Monday, November 26, 2012

Friendship II: Being Without Being

Scott Bradley


There were three men who, in the course of a philosophical discussion, agreed on this: "Who is able to be with others without being with others, be for others without being for others? Who is able to climb the skies, roam the mists, and dance in the infinite, living forgetful of each other without end?" (Zhuangzi 6; Lundberg?) At this, they smiled at each other and became fast friends.

Lundberg ("A Meditation on Friendship"; Wandering at Ease in the Zhuangzi) begins his essay with this passage and I have gotten no further. One is struck with how what might seem on the surface to be a negation of friendship becomes the bedrock for the deepest of friendships. How can this be?

Forgetfulness of others is a much suggested theme in Chapter 6 of the Zhuangzi. One anecdote that I have often mentioned is that in which a species of fish, when in distress for lack of water, will spit on each other and yet, as soon as water is restored, quickly forget each other. In another story Zhuangzi has 'Confucius' quote a saying: "[F]ish forget one another in the river and lakes, and human beings forget one another in the arts of the Course [Dao]." (Ziporyn) I say "suggested theme" because it is largely left to the reader to figure out what it means.

I won't pretend to have gotten through to depths of this theme, but I will presume to suggest a possible dimension of it. Above all, I think it has to do with an understanding of and commitment to interdependence without actual dependence. To be able to "be for" someone without actually "being for" them might be mirrored in the political sphere as being, for example, "for Obama" without being unreservedly for everything he does or so partisan that his failure would cause distress. Once again "two roads" suggests itself; we care about the world, but the loss of the world would not distress us in the least. Free from care, we are free to care freely. Friendship, the truest friendship, is not founded on dependence, but on non-dependence. To the extent that we need a friendship, we fail of friendship.

Zhuangzi's vision of freedom is one of absolute non-dependence on anything. Does not the sage require water like everyone else? Yes, but she does not depend on survival and thus, while she responsibly seeks to sustain her life, she does not cling to life. Aware of the mutual interdependence of all things, she thankfully plays her part in that ecological web of life, but her greatest contribution to it is freedom, born of non-dependence, from the fear of that web being broken.

This is a reflection of Zhuangzi's (especially as elucidated by Guo Xiang) understanding of oneness as only and necessarily expressed in the uniqueness of each individual representative of the many. All things are One in being fully what they are, not-One. It is in the fullest realization of their differences that things are most similar. Our efforts "to make all things one" are thus a denial of their oneness.

You can check out Scott's writings on Zhuangzi here.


Problem:
Your answer should be a single number: how many lines of the material below contain "lower".

Supplied material:
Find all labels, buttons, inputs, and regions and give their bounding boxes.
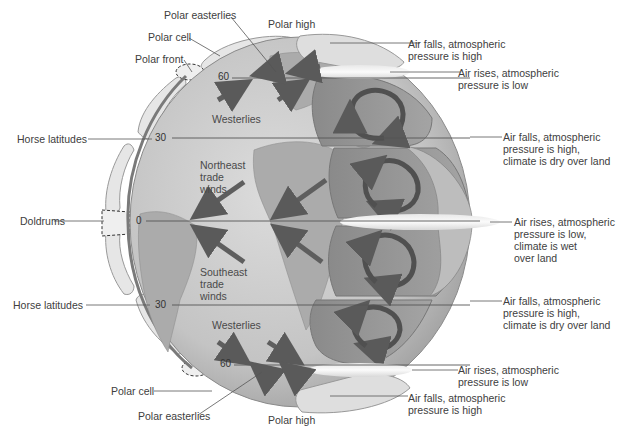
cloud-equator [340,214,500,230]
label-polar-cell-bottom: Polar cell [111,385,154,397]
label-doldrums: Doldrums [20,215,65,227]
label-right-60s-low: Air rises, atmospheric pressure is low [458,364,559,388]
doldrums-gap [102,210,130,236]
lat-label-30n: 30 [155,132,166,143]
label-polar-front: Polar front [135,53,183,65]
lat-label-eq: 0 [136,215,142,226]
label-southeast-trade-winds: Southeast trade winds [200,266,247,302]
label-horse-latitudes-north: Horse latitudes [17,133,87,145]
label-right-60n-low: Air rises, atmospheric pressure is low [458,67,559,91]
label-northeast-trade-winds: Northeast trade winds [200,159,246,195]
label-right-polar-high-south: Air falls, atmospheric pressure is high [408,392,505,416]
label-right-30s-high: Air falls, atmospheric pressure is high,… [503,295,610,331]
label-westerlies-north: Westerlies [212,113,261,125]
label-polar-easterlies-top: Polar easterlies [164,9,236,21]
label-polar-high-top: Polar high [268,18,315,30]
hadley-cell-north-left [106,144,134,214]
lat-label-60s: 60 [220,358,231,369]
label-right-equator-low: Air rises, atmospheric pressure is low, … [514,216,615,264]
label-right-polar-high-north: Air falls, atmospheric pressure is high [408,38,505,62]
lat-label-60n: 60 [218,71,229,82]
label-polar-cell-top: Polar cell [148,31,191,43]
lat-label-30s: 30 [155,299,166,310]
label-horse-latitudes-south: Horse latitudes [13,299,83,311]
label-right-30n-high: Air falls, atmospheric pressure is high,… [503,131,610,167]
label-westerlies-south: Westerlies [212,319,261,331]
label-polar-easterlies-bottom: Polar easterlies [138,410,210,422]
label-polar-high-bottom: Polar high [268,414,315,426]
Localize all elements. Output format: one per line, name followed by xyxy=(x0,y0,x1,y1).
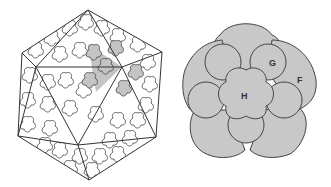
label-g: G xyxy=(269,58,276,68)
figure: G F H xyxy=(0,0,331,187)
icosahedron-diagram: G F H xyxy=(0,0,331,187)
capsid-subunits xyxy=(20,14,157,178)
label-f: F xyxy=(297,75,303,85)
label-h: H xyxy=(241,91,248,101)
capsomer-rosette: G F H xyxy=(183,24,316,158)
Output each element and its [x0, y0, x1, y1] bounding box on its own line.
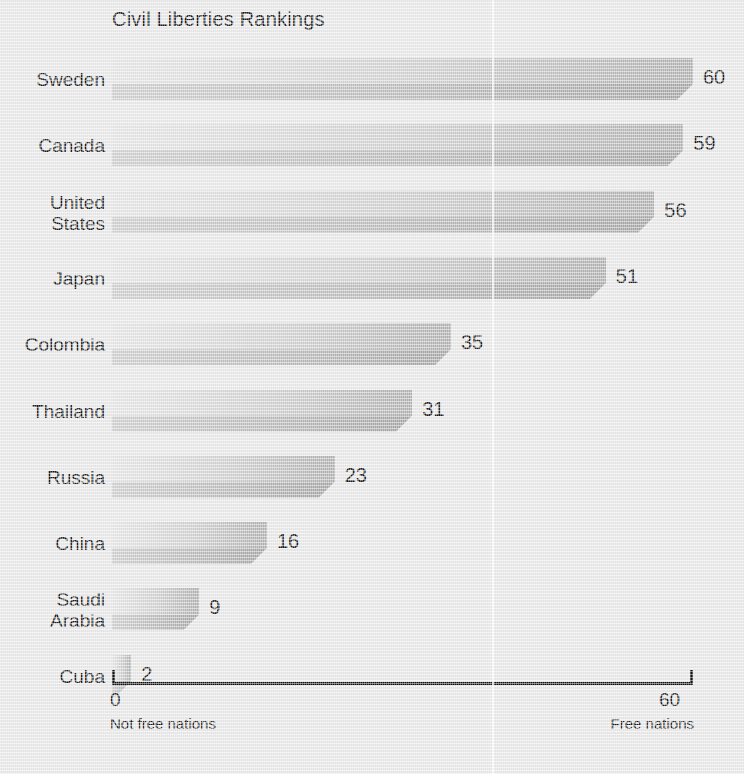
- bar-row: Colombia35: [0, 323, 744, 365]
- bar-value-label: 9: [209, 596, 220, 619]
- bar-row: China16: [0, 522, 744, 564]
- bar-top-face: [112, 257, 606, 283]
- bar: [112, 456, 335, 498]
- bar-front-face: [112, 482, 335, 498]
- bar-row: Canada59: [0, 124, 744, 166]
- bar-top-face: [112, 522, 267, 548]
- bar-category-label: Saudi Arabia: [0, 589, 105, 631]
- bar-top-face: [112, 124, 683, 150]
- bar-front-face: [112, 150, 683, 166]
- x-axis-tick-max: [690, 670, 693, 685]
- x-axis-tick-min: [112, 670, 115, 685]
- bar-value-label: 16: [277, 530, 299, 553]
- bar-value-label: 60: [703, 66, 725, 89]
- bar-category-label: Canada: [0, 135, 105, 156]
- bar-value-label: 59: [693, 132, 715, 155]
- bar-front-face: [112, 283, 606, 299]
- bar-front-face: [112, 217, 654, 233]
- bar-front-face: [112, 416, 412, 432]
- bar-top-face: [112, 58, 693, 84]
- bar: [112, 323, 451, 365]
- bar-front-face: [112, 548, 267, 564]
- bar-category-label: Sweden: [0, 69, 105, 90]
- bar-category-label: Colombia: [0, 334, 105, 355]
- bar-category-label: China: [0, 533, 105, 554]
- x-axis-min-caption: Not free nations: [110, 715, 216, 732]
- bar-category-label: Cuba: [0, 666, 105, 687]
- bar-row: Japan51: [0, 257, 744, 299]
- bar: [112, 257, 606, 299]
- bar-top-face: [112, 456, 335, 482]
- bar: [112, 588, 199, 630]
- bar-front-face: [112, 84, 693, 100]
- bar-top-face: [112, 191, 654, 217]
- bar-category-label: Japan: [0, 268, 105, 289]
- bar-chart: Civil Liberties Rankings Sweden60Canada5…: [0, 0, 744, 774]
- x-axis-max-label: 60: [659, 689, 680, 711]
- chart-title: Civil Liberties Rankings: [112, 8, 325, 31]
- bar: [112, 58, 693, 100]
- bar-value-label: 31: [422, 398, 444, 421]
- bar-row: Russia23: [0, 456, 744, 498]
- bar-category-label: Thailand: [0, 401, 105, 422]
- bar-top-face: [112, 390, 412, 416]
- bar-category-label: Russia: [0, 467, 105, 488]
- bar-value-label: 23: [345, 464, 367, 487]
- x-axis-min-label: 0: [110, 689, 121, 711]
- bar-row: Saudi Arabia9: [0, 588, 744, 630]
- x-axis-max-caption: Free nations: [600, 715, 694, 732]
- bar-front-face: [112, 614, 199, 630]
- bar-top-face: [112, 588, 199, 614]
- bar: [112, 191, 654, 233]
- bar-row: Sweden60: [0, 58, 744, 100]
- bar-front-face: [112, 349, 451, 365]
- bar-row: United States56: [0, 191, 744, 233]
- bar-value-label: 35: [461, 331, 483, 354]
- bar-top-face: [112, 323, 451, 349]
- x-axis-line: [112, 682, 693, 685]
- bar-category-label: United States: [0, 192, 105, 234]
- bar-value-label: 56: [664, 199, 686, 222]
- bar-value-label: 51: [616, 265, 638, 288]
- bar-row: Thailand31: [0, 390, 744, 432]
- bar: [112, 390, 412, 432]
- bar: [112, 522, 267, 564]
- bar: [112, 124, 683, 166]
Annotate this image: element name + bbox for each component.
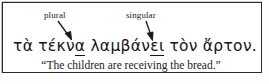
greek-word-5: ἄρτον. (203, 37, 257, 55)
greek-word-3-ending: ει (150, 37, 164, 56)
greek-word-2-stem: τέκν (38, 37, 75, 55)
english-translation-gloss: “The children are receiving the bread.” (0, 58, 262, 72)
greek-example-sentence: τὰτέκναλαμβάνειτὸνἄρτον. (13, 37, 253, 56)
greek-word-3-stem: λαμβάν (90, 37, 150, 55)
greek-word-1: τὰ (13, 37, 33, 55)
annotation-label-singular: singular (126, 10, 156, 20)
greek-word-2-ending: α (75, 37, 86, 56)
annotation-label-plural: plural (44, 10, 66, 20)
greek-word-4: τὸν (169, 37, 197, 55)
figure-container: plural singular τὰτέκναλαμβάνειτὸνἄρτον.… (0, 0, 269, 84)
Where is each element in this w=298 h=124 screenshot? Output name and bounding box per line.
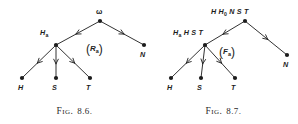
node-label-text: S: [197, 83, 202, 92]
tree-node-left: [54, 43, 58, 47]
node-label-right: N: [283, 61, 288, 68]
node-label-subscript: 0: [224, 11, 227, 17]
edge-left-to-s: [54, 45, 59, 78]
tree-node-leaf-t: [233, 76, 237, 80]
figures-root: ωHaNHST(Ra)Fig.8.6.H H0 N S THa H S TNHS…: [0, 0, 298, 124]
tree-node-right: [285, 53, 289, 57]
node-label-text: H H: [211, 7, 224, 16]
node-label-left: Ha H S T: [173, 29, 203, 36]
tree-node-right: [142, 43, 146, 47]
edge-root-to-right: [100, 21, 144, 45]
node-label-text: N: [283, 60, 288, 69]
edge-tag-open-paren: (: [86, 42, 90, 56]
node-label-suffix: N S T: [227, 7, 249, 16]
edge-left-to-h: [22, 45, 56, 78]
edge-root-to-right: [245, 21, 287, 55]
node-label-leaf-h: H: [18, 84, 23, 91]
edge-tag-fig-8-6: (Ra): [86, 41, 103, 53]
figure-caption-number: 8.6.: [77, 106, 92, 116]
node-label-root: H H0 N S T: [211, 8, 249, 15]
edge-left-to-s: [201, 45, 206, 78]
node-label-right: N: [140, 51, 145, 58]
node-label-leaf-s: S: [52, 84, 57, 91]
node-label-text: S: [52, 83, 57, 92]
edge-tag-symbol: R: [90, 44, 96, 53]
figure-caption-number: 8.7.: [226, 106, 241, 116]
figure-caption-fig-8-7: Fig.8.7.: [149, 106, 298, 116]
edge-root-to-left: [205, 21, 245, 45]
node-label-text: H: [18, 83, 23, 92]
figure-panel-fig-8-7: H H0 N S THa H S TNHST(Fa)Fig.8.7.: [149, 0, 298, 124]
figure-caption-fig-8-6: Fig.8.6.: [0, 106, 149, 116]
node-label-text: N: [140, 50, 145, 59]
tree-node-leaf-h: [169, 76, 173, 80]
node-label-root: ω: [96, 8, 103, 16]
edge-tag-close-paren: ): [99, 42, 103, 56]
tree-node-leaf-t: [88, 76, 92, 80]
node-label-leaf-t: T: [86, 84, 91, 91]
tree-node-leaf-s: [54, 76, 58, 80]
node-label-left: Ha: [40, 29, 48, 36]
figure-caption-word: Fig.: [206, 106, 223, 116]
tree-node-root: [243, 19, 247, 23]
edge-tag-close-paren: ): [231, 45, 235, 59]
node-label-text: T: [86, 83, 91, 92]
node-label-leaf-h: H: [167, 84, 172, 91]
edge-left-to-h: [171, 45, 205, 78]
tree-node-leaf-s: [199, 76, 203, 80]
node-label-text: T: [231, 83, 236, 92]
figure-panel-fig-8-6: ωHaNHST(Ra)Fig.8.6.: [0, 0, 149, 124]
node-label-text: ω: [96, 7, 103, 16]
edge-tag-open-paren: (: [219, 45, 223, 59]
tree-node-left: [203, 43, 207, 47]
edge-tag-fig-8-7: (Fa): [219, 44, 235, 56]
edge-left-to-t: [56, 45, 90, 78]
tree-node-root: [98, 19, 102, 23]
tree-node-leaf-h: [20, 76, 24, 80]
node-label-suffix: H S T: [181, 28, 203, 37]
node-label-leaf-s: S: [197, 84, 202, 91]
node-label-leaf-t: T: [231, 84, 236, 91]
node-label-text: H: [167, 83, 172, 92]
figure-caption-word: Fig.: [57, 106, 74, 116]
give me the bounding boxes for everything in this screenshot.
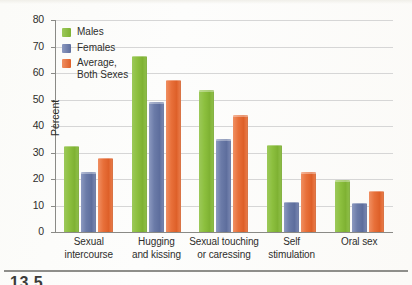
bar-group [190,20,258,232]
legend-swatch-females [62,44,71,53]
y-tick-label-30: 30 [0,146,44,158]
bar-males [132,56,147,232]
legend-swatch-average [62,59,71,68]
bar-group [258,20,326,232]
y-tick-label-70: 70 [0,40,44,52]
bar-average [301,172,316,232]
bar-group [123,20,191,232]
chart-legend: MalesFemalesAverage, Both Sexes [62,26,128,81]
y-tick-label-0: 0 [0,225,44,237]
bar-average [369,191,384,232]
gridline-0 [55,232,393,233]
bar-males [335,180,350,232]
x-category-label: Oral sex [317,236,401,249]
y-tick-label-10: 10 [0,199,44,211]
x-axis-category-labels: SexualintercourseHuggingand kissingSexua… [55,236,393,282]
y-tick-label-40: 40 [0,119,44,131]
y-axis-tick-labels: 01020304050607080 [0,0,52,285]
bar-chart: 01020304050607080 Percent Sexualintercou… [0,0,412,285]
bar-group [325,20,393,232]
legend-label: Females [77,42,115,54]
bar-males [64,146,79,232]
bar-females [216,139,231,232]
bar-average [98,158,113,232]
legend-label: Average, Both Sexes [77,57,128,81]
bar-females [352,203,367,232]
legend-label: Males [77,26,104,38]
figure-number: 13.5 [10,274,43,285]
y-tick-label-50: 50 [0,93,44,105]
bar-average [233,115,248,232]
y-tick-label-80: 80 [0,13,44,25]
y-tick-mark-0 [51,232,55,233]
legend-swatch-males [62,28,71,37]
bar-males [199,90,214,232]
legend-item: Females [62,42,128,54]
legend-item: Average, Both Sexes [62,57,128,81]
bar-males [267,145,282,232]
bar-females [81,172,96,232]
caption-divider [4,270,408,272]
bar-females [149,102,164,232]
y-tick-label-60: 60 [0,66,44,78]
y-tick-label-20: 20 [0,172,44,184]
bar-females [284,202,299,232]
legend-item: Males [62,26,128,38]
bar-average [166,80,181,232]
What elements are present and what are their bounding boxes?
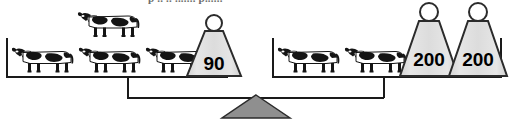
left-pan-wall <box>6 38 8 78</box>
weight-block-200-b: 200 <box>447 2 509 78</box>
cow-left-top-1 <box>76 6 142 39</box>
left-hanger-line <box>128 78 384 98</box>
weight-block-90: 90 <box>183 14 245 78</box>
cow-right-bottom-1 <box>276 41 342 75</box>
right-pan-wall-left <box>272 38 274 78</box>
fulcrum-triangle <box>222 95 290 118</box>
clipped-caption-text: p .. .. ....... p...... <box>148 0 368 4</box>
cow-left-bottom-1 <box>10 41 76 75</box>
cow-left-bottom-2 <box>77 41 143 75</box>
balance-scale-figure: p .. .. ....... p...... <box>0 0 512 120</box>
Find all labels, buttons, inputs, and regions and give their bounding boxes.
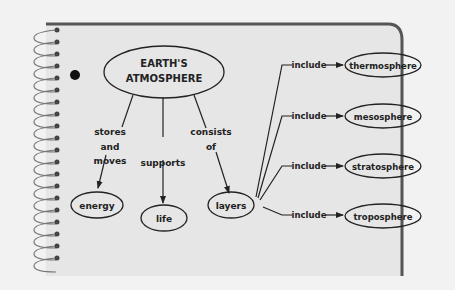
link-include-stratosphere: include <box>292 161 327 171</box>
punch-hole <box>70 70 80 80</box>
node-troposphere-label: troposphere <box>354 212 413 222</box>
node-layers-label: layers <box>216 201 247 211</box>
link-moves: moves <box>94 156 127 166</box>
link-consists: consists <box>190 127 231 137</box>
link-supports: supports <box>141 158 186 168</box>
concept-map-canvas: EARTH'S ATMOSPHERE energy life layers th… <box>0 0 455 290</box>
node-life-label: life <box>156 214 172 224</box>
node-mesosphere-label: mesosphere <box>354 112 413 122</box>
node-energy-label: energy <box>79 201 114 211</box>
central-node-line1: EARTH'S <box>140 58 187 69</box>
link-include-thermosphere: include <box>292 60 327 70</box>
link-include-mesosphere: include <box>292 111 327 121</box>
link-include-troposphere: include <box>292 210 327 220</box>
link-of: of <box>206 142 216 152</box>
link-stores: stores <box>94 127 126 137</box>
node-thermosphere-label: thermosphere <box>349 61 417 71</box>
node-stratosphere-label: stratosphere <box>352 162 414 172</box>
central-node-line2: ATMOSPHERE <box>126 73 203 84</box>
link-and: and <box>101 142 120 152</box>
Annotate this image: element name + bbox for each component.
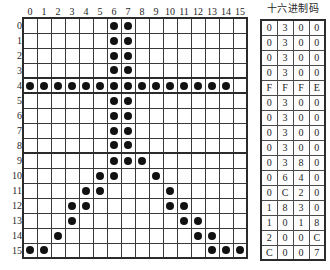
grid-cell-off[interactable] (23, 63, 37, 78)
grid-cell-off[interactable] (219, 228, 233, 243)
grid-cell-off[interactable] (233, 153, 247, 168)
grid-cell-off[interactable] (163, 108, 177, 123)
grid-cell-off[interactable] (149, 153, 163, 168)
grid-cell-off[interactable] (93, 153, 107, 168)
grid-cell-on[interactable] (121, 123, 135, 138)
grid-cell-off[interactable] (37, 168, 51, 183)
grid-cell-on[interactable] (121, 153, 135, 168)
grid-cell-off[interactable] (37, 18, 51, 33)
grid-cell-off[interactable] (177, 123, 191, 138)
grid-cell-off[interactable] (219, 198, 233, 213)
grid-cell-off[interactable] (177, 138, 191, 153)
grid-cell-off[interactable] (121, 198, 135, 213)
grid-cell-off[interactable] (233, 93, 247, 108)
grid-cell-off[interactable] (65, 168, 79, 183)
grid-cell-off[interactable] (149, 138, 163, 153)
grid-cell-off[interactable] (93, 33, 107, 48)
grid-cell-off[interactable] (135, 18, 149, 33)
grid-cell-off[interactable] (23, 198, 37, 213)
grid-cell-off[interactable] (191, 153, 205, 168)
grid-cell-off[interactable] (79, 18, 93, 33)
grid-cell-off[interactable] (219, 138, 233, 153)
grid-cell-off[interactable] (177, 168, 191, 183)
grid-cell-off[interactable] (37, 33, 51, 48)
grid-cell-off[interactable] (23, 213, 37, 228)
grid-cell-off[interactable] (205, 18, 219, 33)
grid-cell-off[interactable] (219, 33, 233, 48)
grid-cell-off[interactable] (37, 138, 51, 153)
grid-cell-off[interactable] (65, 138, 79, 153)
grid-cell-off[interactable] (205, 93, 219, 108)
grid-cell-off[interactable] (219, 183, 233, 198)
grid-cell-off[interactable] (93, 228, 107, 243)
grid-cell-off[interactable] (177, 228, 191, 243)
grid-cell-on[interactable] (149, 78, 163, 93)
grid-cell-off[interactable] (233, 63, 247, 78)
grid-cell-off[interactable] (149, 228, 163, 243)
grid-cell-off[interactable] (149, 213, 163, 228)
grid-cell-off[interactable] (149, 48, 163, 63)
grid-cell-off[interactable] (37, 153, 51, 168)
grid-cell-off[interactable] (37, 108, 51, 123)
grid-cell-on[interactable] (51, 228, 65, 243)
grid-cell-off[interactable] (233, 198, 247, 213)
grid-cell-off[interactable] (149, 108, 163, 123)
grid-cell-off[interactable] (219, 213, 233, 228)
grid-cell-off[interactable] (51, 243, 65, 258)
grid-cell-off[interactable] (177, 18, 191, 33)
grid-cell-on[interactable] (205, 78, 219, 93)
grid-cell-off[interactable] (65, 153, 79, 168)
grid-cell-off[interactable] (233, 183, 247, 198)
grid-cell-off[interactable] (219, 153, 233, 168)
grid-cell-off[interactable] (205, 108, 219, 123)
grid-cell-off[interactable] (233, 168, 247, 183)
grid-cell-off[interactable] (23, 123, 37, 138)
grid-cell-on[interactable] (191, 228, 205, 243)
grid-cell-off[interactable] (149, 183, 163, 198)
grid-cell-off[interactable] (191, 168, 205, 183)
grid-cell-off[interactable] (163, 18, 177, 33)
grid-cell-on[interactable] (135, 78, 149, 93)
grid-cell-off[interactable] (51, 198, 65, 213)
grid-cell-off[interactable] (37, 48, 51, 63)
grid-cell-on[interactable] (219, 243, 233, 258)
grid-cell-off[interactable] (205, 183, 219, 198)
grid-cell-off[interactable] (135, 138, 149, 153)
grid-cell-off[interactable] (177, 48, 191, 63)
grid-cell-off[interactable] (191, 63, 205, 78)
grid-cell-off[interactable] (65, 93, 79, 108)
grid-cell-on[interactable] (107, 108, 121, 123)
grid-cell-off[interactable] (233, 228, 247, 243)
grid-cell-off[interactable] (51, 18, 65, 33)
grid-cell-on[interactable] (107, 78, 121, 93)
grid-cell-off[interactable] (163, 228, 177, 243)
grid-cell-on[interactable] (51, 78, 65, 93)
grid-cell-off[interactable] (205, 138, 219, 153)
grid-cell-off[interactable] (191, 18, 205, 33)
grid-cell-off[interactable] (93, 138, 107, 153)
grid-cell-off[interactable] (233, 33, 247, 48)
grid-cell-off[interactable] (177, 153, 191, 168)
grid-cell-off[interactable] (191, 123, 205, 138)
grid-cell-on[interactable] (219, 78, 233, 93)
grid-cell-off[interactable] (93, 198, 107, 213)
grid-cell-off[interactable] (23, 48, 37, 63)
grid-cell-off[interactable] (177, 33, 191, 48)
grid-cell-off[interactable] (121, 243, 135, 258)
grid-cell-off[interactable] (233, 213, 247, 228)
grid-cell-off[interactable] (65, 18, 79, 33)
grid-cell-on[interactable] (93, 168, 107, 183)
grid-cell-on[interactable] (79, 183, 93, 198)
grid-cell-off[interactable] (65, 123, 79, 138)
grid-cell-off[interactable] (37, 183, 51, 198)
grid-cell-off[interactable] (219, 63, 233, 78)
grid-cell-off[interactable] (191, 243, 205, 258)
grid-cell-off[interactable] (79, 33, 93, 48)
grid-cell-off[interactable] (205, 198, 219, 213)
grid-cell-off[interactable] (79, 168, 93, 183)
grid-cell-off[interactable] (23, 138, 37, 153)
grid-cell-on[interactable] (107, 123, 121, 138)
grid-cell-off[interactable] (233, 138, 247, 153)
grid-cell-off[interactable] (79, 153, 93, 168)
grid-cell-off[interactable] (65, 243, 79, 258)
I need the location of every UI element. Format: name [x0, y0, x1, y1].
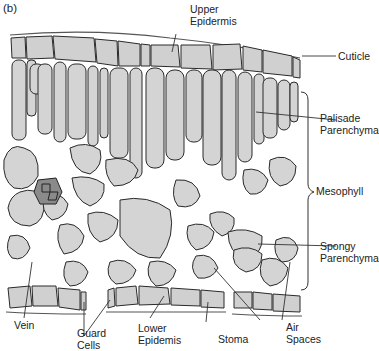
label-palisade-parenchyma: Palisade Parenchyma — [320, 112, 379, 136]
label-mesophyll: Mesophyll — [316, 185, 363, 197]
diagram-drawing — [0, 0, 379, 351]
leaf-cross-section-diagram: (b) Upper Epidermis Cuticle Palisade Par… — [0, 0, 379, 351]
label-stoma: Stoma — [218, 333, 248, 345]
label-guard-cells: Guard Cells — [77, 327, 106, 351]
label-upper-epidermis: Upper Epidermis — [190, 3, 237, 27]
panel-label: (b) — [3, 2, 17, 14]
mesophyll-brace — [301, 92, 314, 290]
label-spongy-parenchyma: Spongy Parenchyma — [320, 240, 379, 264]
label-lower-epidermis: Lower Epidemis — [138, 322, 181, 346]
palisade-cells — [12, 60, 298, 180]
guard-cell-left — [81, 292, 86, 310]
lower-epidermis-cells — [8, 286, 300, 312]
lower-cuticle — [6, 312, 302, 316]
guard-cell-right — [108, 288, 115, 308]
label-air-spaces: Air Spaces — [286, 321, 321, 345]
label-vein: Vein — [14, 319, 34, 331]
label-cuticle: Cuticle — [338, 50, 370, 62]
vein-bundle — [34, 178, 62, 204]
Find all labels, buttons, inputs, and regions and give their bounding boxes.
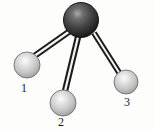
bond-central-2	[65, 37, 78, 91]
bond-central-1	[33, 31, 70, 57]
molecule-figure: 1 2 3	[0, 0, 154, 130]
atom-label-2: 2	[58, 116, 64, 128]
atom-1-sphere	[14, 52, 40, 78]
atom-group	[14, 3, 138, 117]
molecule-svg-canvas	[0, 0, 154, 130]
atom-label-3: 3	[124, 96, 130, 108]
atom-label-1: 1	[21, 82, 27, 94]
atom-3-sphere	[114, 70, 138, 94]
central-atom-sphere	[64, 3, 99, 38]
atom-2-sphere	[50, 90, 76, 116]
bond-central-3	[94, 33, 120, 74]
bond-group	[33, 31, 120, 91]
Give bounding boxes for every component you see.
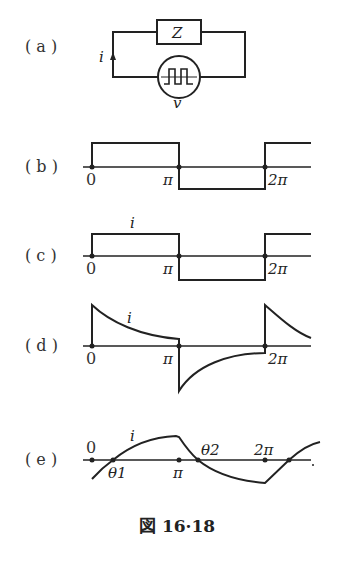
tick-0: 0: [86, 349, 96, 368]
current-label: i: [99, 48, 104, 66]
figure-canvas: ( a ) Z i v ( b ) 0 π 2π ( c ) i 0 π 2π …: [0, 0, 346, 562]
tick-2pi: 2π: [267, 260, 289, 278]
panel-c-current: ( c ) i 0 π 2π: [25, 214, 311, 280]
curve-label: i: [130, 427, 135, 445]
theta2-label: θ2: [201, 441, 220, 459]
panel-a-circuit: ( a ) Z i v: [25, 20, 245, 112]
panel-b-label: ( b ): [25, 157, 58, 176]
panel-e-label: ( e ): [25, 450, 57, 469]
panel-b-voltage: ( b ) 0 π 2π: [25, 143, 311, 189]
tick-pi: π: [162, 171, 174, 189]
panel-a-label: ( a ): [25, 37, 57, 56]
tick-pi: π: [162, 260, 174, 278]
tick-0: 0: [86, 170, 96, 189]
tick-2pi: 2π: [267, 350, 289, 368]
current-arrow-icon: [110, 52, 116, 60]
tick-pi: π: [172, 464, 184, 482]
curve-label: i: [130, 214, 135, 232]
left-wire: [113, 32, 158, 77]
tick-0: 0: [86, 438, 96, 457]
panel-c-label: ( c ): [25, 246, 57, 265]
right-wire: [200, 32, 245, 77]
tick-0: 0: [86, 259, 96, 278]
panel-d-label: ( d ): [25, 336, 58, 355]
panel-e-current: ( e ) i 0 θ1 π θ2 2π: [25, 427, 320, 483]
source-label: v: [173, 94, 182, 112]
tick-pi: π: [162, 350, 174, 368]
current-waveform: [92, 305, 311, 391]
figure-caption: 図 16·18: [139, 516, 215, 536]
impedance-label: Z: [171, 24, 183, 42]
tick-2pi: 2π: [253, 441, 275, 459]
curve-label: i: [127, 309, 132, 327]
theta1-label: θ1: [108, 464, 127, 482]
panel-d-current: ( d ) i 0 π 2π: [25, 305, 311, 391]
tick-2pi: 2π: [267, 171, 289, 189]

The answer:
3